Dignify Your Customers: Three Levers to Pull
October 15, 2024360 views0 comments
In this Nano Tool for Leaders, experts from Wharton, Yale, and IDinsight explain how protecting the dignity of your customers can secure their loyalty.
Nano Tools for Leaders® — a collaboration between Wharton Executive Education and Wharton’s Center for Leadership and Change Management — are fast, effective tools that you can learn and start using in less than 15 minutes, with the potential to significantly impact your success and the engagement and productivity of the people you lead.
Goal
Gain and retain loyal customers by affirming their marketplace dignity.
Nano Tool
Marketers have long tried to crack the code of consumer behavior, yet the mystery endures — why do even the most outstanding products sometimes fail to capture consumer interest? Most theories acknowledge the role of reason and emotion in purchasing decisions but fail to take into account a third dimension of customers’ behavior and decision-making: dignity.
Research shows that when consumers have a marketplace experience that compromises or denies their dignity — being valued and respected by others for who they are — they are less likely to return for future transactions. And they’re more likely to share their negative experience with others.
Alternately, marketplace dignity can significantly increase the likelihood of repeat business, while also elevating your brand and its reputation. And advancing dignity doesn’t conflict with effective business practices. But respecting your customers’ dignity at every touchpoint with your brand can be trickier than it sounds — having a vision, articulating a purpose, driving for sustainability, or broadening your social impact don’t guarantee it. And many brands have learned the hard way that doing the right thing in the wrong way can backfire dramatically (as Burger King found out in 2021 with its “Women Belong in the Kitchen” tweet on International Women’s Day, designed to draw attention to the gender disparity in the culinary industry).
To affirm marketplace dignity to every customer throughout their journey with your brand, implement three distinct levers in your marketing and customer-care practices. Strengthening your focus on dignity can help you ensure that you truly deliver on your purpose in ways that bring value not only to your target consumers, but to the marketplace as a whole.
Action Steps
The three levers in the Marketplace Dignity Framework were identified through 25 large-scale studies conducted over seven years in the U.S., Africa, Latin America, and India. They are intended to be applied throughout the customer journey.
Representation: Making people feel seen and heard can be as simple as using their name (as long as you pronounce it correctly), employing people who look and sound like your customer base, or representing your customers in advertising. But to work it has to be done authentically (LGBTQ representation only during Pride Month, for example, is often seen as inauthentic). Representation has relevance in every stage of the customer journey, from product design to customer service to marketing.
Agency: When your customers feel they have options and a meaningful chance to consent about their experiences with your brand, they feel empowered, enfranchised, and in control. Require consent when you collect data about people, give them control over their subscriptions, and don’t overload them with choices.
Equality: Customers want to know you see them as peers, and that everyone receives the same even-handed and nondiscriminatory consideration and treatment regardless of traits such as age, sex, size, or race. Loyalty programs and premiums for different customer segments can still work, but your explanation of differential treatment must be seen as fair.
How Leaders Use It
Southwest Airlines recently announced it was doing away with its open seating policy, which had been framed as offering consumers choice. In reality, unassigned seating creates a stressful and chaotic boarding process, which makes consumers feel as though they don’t have control over their experience. By moving choice farther up the consumer journey to time of booking, and offering additional options like extra legroom, Southwest is actually doing more to affirm their consumers’ dignity than under the former plan.
Specialty retailer and staple of U.S. malls for decades, Spencer’s is known for its edgy, novelty product offerings that cater to a youthful demographic. CEO Steven Silverstein says the company affirms its customers’ dignity by stocking an eclectic assortment of items that provide real choice with no judgment from its employees (who are referred to as “party hosts” to their customer guests). “Because we’ve been here for such a long time … people understand our brand [and] they can opt in. They can choose to be part of Spencer’s. And once they cross the threshold, we accept them — and they can control their experience.”
Contributors to this Nano Tool
Cait Lamberton, Alberto I. Duran Distinguished Professor of Marketing at the University of Pennsylvania’s Wharton School; Neela A. Saldanha, Executive Director at the Yale Research Initiative on Innovation and Scale (Y-RISE) and a behavioral scientist; and Tom Wein, Director at IDinsight, a mission-driven global advisory, data analytics, and research organization that helps global development leaders maximize their social impact. This Nano Tool is based on their book Marketplace Dignity: Transforming How We Engage with Customers Across Their Journey (Wharton School Press, 2024).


■ TASK REQUIREMENTS
Please reproduce all entries word for word and omit their pictures.

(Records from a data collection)
------------------------------

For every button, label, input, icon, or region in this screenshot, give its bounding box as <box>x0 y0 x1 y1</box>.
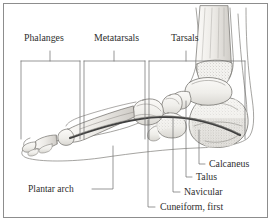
bracket-phalanges <box>21 61 80 139</box>
foot-anatomy-figure: Phalanges Metatarsals Tarsals Plantar ar… <box>0 0 273 223</box>
navicular-bone <box>162 94 182 115</box>
label-metatarsals: Metatarsals <box>94 33 139 43</box>
label-plantar-arch: Plantar arch <box>28 184 74 194</box>
label-navicular: Navicular <box>184 187 223 197</box>
label-calcaneus: Calcaneus <box>209 159 249 169</box>
phalanx-bones <box>22 135 57 156</box>
label-talus: Talus <box>196 172 217 182</box>
leader-plantar-arch <box>92 146 113 189</box>
label-tarsals: Tarsals <box>171 33 199 43</box>
label-phalanges: Phalanges <box>24 33 64 43</box>
tibia-fibula-bones <box>196 6 234 86</box>
label-cuneiform-first: Cuneiform, first <box>160 202 223 212</box>
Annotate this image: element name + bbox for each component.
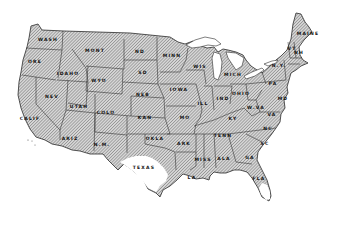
state-label-colo: COLO [97, 110, 115, 115]
state-label-neb: NEB [136, 92, 150, 97]
state-label-calif: CALIF [20, 116, 40, 121]
state-label-wis: WIS [193, 64, 206, 69]
state-label-la: LA [188, 175, 197, 180]
state-label-utah: UTAH [70, 104, 88, 109]
state-label-ill: ILL [197, 101, 208, 106]
state-label-ariz: ARIZ [62, 136, 79, 141]
state-label-wash: WASH [38, 37, 58, 42]
state-label-miss: MISS [194, 157, 211, 162]
state-label-nev: NEV [45, 94, 59, 99]
state-label-nm: N.M. [94, 142, 110, 147]
state-label-sd: SD [138, 70, 147, 75]
state-label-ala: ALA [217, 156, 230, 161]
state-label-texas: TEXAS [133, 165, 155, 170]
state-label-kan: KAN [138, 115, 152, 120]
state-label-mich: MICH [224, 72, 242, 77]
state-label-sc: SC [261, 141, 270, 146]
state-label-va: VA [267, 112, 276, 117]
state-label-wva: W.VA [247, 105, 265, 110]
state-label-ark: ARK [177, 141, 191, 146]
state-label-tenn: TENN [214, 133, 232, 138]
state-label-nd: ND [135, 49, 145, 54]
state-label-idaho: IDAHO [57, 71, 79, 76]
state-label-okla: OKLA [146, 136, 164, 141]
state-label-ore: ORE [28, 59, 42, 64]
state-label-ga: GA [245, 155, 255, 160]
state-label-md: MD [278, 96, 289, 101]
state-label-ohio: OHIO [232, 91, 250, 96]
channel-islands [27, 139, 35, 145]
state-label-nc: NC [263, 126, 272, 131]
state-label-ky: KY [228, 116, 237, 121]
state-label-iowa: IOWA [170, 87, 189, 92]
lake-superior [186, 37, 221, 48]
state-label-maine: MAINE [297, 31, 319, 36]
state-label-ind: IND [217, 96, 230, 101]
state-label-ny: N.Y. [272, 63, 287, 68]
state-label-nh: NH [294, 50, 304, 55]
state-label-mont: MONT [85, 48, 105, 53]
state-label-fla: FLA [252, 176, 265, 181]
state-label-pa: PA [269, 81, 278, 86]
state-label-minn: MINN [163, 53, 182, 58]
us-map [0, 0, 339, 231]
state-label-wyo: WYO [91, 78, 107, 83]
state-label-mo: MO [180, 115, 191, 120]
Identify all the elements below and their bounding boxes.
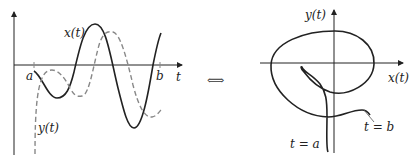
parametric-curve-diagram: x(t) y(t) a b t ⟺ y(t) x(t) t = a t = b [0,0,411,162]
x-of-t-label: x(t) [64,26,85,40]
right-x-axis-label: x(t) [388,71,409,85]
left-plot: x(t) y(t) a b t [14,12,182,155]
tick-a-label: a [26,69,33,83]
tick-b-label: b [156,69,164,83]
parametric-curve [271,31,374,152]
start-label: t = a [290,137,320,151]
t-axis-label: t [176,70,181,84]
right-plot: y(t) x(t) t = a t = b [260,8,409,153]
equivalence-symbol: ⟺ [207,73,224,87]
end-label: t = b [364,120,394,134]
y-of-t-label: y(t) [37,121,59,135]
x-of-t-curve [34,24,161,128]
y-of-t-curve [35,32,161,154]
right-y-axis-label: y(t) [304,8,326,22]
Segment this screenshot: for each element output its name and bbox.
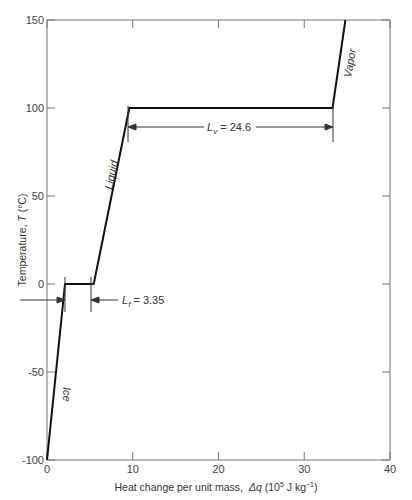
lf-label: Lf = 3.35 — [122, 294, 164, 309]
tick-labels: 010203040-100-50050100150 — [22, 14, 396, 475]
lv-label: Lv = 24.6 — [207, 121, 251, 136]
y-tick-label: 150 — [26, 14, 44, 26]
y-tick-label: 100 — [26, 102, 44, 114]
y-tick-label: 0 — [38, 278, 44, 290]
heating-curve-line — [47, 20, 345, 460]
liquid-label: Liquid — [102, 158, 120, 190]
y-tick-label: -50 — [28, 366, 44, 378]
y-tick-label: 50 — [32, 190, 44, 202]
y-tick-label: -100 — [22, 454, 44, 466]
x-tick-label: 30 — [298, 463, 310, 475]
ice-label: Ice — [61, 387, 73, 402]
latent-heat-fusion-annotation — [20, 277, 118, 312]
heating-curve-chart: 010203040-100-50050100150 Lf = 3.35 Lv =… — [0, 0, 412, 500]
axis-ticks — [47, 20, 390, 460]
plot-frame — [47, 20, 390, 460]
y-axis-label: Temperature, T (°C) — [16, 194, 28, 287]
x-tick-label: 10 — [127, 463, 139, 475]
x-tick-label: 20 — [212, 463, 224, 475]
x-tick-label: 0 — [44, 463, 50, 475]
x-axis-label: Heat change per unit mass,Δq (105 J kg−1… — [115, 481, 318, 493]
vapor-label: Vapor — [341, 46, 358, 78]
x-tick-label: 40 — [384, 463, 396, 475]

------------------------------

■ RESULT BELOW
For every button, label, input, icon, or region in this screenshot, give its bounding box as <box>x0 y0 x1 y1</box>.
bracket-phalanges <box>21 61 80 139</box>
foot-anatomy-figure: Phalanges Metatarsals Tarsals Plantar ar… <box>0 0 273 223</box>
navicular-bone <box>162 94 182 115</box>
label-metatarsals: Metatarsals <box>94 33 139 43</box>
label-plantar-arch: Plantar arch <box>28 184 74 194</box>
label-navicular: Navicular <box>184 187 223 197</box>
label-calcaneus: Calcaneus <box>209 159 249 169</box>
phalanx-bones <box>22 135 57 156</box>
label-talus: Talus <box>196 172 217 182</box>
leader-plantar-arch <box>92 146 113 189</box>
label-tarsals: Tarsals <box>171 33 199 43</box>
label-phalanges: Phalanges <box>24 33 64 43</box>
tibia-fibula-bones <box>196 6 234 86</box>
label-cuneiform-first: Cuneiform, first <box>160 202 223 212</box>
Annotate this image: element name + bbox for each component.
state-label-colo: COLO [97, 110, 115, 115]
state-label-neb: NEB [136, 92, 150, 97]
state-label-calif: CALIF [20, 116, 40, 121]
state-label-wis: WIS [193, 64, 206, 69]
state-label-la: LA [188, 175, 197, 180]
state-label-utah: UTAH [70, 104, 88, 109]
state-label-ill: ILL [197, 101, 208, 106]
state-label-ariz: ARIZ [62, 136, 79, 141]
state-label-wash: WASH [38, 37, 58, 42]
state-label-miss: MISS [194, 157, 211, 162]
state-label-nev: NEV [45, 94, 59, 99]
state-label-nm: N.M. [94, 142, 110, 147]
state-label-sd: SD [138, 70, 147, 75]
state-label-ala: ALA [217, 156, 230, 161]
state-label-texas: TEXAS [133, 165, 155, 170]
state-label-kan: KAN [138, 115, 152, 120]
state-label-mich: MICH [224, 72, 242, 77]
state-label-sc: SC [261, 141, 270, 146]
state-label-va: VA [267, 112, 276, 117]
state-label-wva: W.VA [247, 105, 265, 110]
state-label-ark: ARK [177, 141, 191, 146]
state-label-tenn: TENN [214, 133, 232, 138]
state-label-nd: ND [135, 49, 145, 54]
state-label-idaho: IDAHO [57, 71, 79, 76]
state-label-okla: OKLA [146, 136, 164, 141]
state-label-ore: ORE [28, 59, 42, 64]
state-label-ga: GA [245, 155, 255, 160]
state-label-md: MD [278, 96, 289, 101]
state-label-ohio: OHIO [232, 91, 250, 96]
channel-islands [27, 139, 35, 145]
state-label-nc: NC [263, 126, 272, 131]
state-label-ky: KY [228, 116, 237, 121]
state-label-iowa: IOWA [170, 87, 189, 92]
lake-superior [186, 37, 221, 48]
state-label-maine: MAINE [297, 31, 319, 36]
state-label-ind: IND [217, 96, 230, 101]
state-label-ny: N.Y. [272, 63, 287, 68]
state-label-nh: NH [294, 50, 304, 55]
state-label-mont: MONT [85, 48, 105, 53]
state-label-fla: FLA [252, 176, 265, 181]
state-label-pa: PA [269, 81, 278, 86]
state-label-minn: MINN [163, 53, 182, 58]
us-map [0, 0, 339, 231]
state-label-wyo: WYO [91, 78, 107, 83]
state-label-mo: MO [180, 115, 191, 120]
Identify all the elements below and their bounding boxes.
parametric-curve-diagram: x(t) y(t) a b t ⟺ y(t) x(t) t = a t = b [0,0,411,162]
x-of-t-label: x(t) [64,26,85,40]
right-x-axis-label: x(t) [388,71,409,85]
left-plot: x(t) y(t) a b t [14,12,182,155]
tick-a-label: a [26,69,33,83]
tick-b-label: b [156,69,164,83]
parametric-curve [271,31,374,152]
start-label: t = a [290,137,320,151]
t-axis-label: t [176,70,181,84]
right-plot: y(t) x(t) t = a t = b [260,8,409,153]
equivalence-symbol: ⟺ [207,73,224,87]
end-label: t = b [364,120,394,134]
y-of-t-label: y(t) [37,121,59,135]
x-of-t-curve [34,24,161,128]
y-of-t-curve [35,32,161,154]
right-y-axis-label: y(t) [304,8,326,22]
Segment this screenshot: for each element output its name and bbox.
lf-label: Lf = 3.35 — [122, 294, 164, 309]
tick-labels: 010203040-100-50050100150 — [22, 14, 396, 475]
lv-label: Lv = 24.6 — [207, 121, 251, 136]
y-tick-label: 150 — [26, 14, 44, 26]
y-tick-label: 100 — [26, 102, 44, 114]
y-tick-label: 0 — [38, 278, 44, 290]
heating-curve-line — [47, 20, 345, 460]
liquid-label: Liquid — [102, 158, 120, 190]
y-tick-label: -50 — [28, 366, 44, 378]
y-tick-label: 50 — [32, 190, 44, 202]
y-tick-label: -100 — [22, 454, 44, 466]
x-tick-label: 30 — [298, 463, 310, 475]
ice-label: Ice — [61, 387, 73, 402]
latent-heat-fusion-annotation — [20, 277, 118, 312]
heating-curve-chart: 010203040-100-50050100150 Lf = 3.35 Lv =… — [0, 0, 412, 500]
axis-ticks — [47, 20, 390, 460]
plot-frame — [47, 20, 390, 460]
y-axis-label: Temperature, T (°C) — [16, 194, 28, 287]
x-tick-label: 10 — [127, 463, 139, 475]
x-tick-label: 20 — [212, 463, 224, 475]
x-tick-label: 0 — [44, 463, 50, 475]
x-axis-label: Heat change per unit mass,Δq (105 J kg−1… — [115, 481, 318, 493]
vapor-label: Vapor — [341, 46, 358, 78]
x-tick-label: 40 — [384, 463, 396, 475]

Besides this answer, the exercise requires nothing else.